Leaden balls represent the burden of student loans chained to the ankles of students protesting their lives as ‘debt slaves’. Photograph: Pete Riches/Demotix/Corbis Photograph: Pete Riches/ Pete Riches/Demotix/Corbis
Leaden balls represent the burden of student loans chained to the ankles of students protesting their lives as ‘debt slaves’. Photograph: Pete Riches/Demotix/Corbis Photograph: Pete Riches/ Pete Riches/Demotix/Corbis
The class of 2012 has the highest student loan burden of any graduating college class in history, continuing a five-year trend of rising debt loads on millennials just coming out of school.
The average student debt load made a big jump in the past year, from $26,600 in 2011 to $29,400 in 2012, according to the Project on Student Debt at The Institute for College Access and Success.
It’s increasingly rare for students to get out of college without student loan debt. Of 1,075 private and public colleges, 42 reported that more than 90% of their graduating class are leaving college with some student debt meaning the vast majority of their students had to take loans to graduate. Meanwhile, 122 colleges reported the average debt per student is more than $35,000. Overall, currently only three out of every 10 US graduates are graduating without debt.
Race and student debt
An equal proportion of white and black respondents 46% and 45%, respectively said that they or someone in their household has student loan debt, according to a Harvard University Institute of Politics survey of 18-29-year-olds. The number was slightly smaller for Hispanic households, at 32%.
Money is an important factor when it comes to attending college, especially for those who have little. The majority of the IOP survey respondents, at 70%, said that financial circumstances played a role in their decision whether or not to attend school at all. The difference between race was even more stark in the breakdown of these responses, with 52% of blacks saying that it played an important role compared to 38% of whites.
Millennials: from student loans to unemployment
Debt at graduation increased an average of 6% each year from 2008 to 2012, so it’s hardly a new trend. Still, there’s evidence that millennials are slowly beginning to question whether attending pricey colleges is worth it; some say they regret not weighing their options more carefully. A recent Wells Fargo survey revealed that 31% of millennials regret paying for college instead of getting a job and carving out a spot in the job market.
While college education does often result in long-term higher income, current average wage for young college graduates (21-24) is $. That translates into an annual income of roughly $34,500 for a full-time year of work, reports the Economic Policy Institute. That’s the lowest average pay since 1998.
This article includes content hosted on . We ask for your permission before anything is loaded, as the provider may be using cookies and other technologies. To view this content, click ‘Allow and continue’.
Then there are those college graduates, who, despite their new degree, still struggle to find a job. According to the Department of Labor, only about 63% of 20-24-year-olds are employed. And while the unemployment rate for college graduates has dropped from 10.4% in 2010, at 8.8% it’s still higher than the national unemployment rate of 7%.
Unemployment numbers don’t always paint the most accurate picture of the situation. Reality is much bleaker than the figures first suggest. For instance, there are about 1.7 million missing workers within the 18-29-year-old demographic. These are the people who’ve given up looking for work.
The decrease in the unemployment rate for young graduates can be attributed to the increasing number of those, who while not unemployed, are underemployed, working part-time, low-skill jobs for the minimum wage.
Poverty-wage workers are also more likely to be young; while workers age 1825 made up only 15.5% of the total workforce in 2011, they constituted 35.5% of poverty-wage workers, states an EPI report on low-wage workers. The underemployment rate for college graduates is currently 18.3%, as compared to 9.9% in 2007. Furthermore, millennials won’t reach median wage until they are 30, unlike their parents, who on average made it around their 26th birthdays.
Given all these daunting statistics, it should come as no surprise that only about one in 10 millennials define their job as a career. Rather than focusing on career cash advance payday loans Georgia building and advancement, most millennials are currently focused on making ends meet and finding a job that throws them a paycheck on Friday. They are, on average, facing about $30,000 in college loans that have to be paid off.
This article includes content hosted on . We ask for your permission before anything is loaded, as the provider may be using cookies and other technologies. To view this content, click ‘Allow and continue’.
What comes next: a White House Summit
With many young graduates taking low-skilled jobs at minimum wage, the conventional wisdom on the value of education has been challenged. President Barack Obama’s remarked recently that:
If you get some kind of higher education whether it’s a two-year degree, a four-year degree, a technical college you’re more likely to have a job. You’re more likely to see your income going up. More than ever before, some form of higher education is the surest path into the middle class, and the surest path that you stay there.
Millennials and employers, however, seem to need convincing that college matters. Obama, who has previously spoken on the importance of making student loans affordable, will be meeting college presidents next Wednesday on 11 December during a White House summit. The goal: to make college accessible for low-income and disadvantaged students.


▸ The problem
Start at the top of the records below and copy them exactly to the end.

▸ Saved data entries
>>>

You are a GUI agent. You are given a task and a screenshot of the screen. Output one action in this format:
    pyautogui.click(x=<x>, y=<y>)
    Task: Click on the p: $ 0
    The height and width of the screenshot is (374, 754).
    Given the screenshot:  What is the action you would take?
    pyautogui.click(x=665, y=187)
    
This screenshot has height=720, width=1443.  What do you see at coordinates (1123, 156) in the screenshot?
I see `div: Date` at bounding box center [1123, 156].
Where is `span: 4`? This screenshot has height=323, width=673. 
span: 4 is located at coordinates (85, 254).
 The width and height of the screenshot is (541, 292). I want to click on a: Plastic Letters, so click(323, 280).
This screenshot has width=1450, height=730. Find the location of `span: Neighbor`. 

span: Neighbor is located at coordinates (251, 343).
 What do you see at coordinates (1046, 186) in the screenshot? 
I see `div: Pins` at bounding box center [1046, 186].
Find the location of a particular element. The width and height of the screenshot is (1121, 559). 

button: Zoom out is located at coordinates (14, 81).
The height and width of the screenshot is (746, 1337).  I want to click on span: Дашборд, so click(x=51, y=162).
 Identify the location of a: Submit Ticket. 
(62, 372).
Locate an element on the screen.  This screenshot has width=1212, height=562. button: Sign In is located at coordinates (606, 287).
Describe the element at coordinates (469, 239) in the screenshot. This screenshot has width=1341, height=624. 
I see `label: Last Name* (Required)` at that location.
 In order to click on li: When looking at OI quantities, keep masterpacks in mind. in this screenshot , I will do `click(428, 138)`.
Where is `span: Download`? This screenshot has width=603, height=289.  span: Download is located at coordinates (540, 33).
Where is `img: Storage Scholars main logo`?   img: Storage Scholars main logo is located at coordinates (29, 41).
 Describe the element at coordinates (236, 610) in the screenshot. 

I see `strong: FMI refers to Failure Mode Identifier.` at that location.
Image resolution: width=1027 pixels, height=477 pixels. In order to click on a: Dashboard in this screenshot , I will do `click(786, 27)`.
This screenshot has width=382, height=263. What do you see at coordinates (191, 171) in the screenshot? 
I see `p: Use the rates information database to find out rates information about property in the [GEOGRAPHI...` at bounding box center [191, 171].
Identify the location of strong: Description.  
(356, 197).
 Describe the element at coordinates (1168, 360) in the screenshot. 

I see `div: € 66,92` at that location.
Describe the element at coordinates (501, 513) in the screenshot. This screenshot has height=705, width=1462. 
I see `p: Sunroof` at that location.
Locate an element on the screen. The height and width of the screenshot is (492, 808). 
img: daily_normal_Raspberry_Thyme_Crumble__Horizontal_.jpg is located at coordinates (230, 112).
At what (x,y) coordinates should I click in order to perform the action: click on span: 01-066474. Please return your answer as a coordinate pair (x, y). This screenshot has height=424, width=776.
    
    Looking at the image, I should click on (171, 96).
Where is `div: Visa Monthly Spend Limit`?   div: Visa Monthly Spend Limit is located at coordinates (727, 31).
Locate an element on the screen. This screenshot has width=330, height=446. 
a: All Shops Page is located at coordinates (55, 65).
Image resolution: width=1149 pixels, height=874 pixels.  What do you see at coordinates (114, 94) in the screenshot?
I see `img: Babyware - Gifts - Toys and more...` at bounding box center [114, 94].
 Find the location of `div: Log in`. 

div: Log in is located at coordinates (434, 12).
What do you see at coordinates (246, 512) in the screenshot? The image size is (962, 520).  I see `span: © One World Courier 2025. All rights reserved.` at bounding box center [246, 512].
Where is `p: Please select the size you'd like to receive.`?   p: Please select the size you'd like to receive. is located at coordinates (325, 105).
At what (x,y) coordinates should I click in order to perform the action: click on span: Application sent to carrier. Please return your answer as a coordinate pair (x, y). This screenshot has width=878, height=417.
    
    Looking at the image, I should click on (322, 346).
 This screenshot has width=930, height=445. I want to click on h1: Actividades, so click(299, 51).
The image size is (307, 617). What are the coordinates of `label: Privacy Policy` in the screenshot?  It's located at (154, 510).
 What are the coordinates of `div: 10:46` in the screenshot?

<<<

▸ Reply
You are a GUI agent. You are given a task and a screenshot of the screen. Output one action in this format:
    pyautogui.click(x=<x>, y=<y>)
    Task: Click on the p: $ 0
    The height and width of the screenshot is (374, 754).
    Given the screenshot:  What is the action you would take?
    pyautogui.click(x=665, y=187)
    
This screenshot has height=720, width=1443.  What do you see at coordinates (1123, 156) in the screenshot?
I see `div: Date` at bounding box center [1123, 156].
Where is `span: 4`? This screenshot has height=323, width=673. 
span: 4 is located at coordinates (85, 254).
 The width and height of the screenshot is (541, 292). I want to click on a: Plastic Letters, so click(323, 280).
This screenshot has width=1450, height=730. Find the location of `span: Neighbor`. 

span: Neighbor is located at coordinates (251, 343).
 What do you see at coordinates (1046, 186) in the screenshot? 
I see `div: Pins` at bounding box center [1046, 186].
Find the location of a particular element. The width and height of the screenshot is (1121, 559). 

button: Zoom out is located at coordinates (14, 81).
The height and width of the screenshot is (746, 1337).  I want to click on span: Дашборд, so click(x=51, y=162).
 Identify the location of a: Submit Ticket. 
(62, 372).
Locate an element on the screen.  This screenshot has width=1212, height=562. button: Sign In is located at coordinates (606, 287).
Describe the element at coordinates (469, 239) in the screenshot. This screenshot has width=1341, height=624. 
I see `label: Last Name* (Required)` at that location.
 In order to click on li: When looking at OI quantities, keep masterpacks in mind. in this screenshot , I will do `click(428, 138)`.
Where is `span: Download`? This screenshot has width=603, height=289.  span: Download is located at coordinates (540, 33).
Where is `img: Storage Scholars main logo`?   img: Storage Scholars main logo is located at coordinates (29, 41).
 Describe the element at coordinates (236, 610) in the screenshot. 

I see `strong: FMI refers to Failure Mode Identifier.` at that location.
Image resolution: width=1027 pixels, height=477 pixels. In order to click on a: Dashboard in this screenshot , I will do `click(786, 27)`.
This screenshot has width=382, height=263. What do you see at coordinates (191, 171) in the screenshot? 
I see `p: Use the rates information database to find out rates information about property in the [GEOGRAPHI...` at bounding box center [191, 171].
Identify the location of strong: Description.  
(356, 197).
 Describe the element at coordinates (1168, 360) in the screenshot. 

I see `div: € 66,92` at that location.
Describe the element at coordinates (501, 513) in the screenshot. This screenshot has height=705, width=1462. 
I see `p: Sunroof` at that location.
Locate an element on the screen. The height and width of the screenshot is (492, 808). 
img: daily_normal_Raspberry_Thyme_Crumble__Horizontal_.jpg is located at coordinates (230, 112).
At what (x,y) coordinates should I click in order to perform the action: click on span: 01-066474. Please return your answer as a coordinate pair (x, y). This screenshot has height=424, width=776.
    
    Looking at the image, I should click on (171, 96).
Where is `div: Visa Monthly Spend Limit`?   div: Visa Monthly Spend Limit is located at coordinates (727, 31).
Locate an element on the screen. This screenshot has width=330, height=446. 
a: All Shops Page is located at coordinates (55, 65).
Image resolution: width=1149 pixels, height=874 pixels.  What do you see at coordinates (114, 94) in the screenshot?
I see `img: Babyware - Gifts - Toys and more...` at bounding box center [114, 94].
 Find the location of `div: Log in`. 

div: Log in is located at coordinates (434, 12).
What do you see at coordinates (246, 512) in the screenshot? The image size is (962, 520).  I see `span: © One World Courier 2025. All rights reserved.` at bounding box center [246, 512].
Where is `p: Please select the size you'd like to receive.`?   p: Please select the size you'd like to receive. is located at coordinates (325, 105).
At what (x,y) coordinates should I click in order to perform the action: click on span: Application sent to carrier. Please return your answer as a coordinate pair (x, y). This screenshot has width=878, height=417.
    
    Looking at the image, I should click on (322, 346).
 This screenshot has width=930, height=445. I want to click on h1: Actividades, so click(299, 51).
The image size is (307, 617). What are the coordinates of `label: Privacy Policy` in the screenshot?  It's located at (154, 510).
 What are the coordinates of `div: 10:46` in the screenshot?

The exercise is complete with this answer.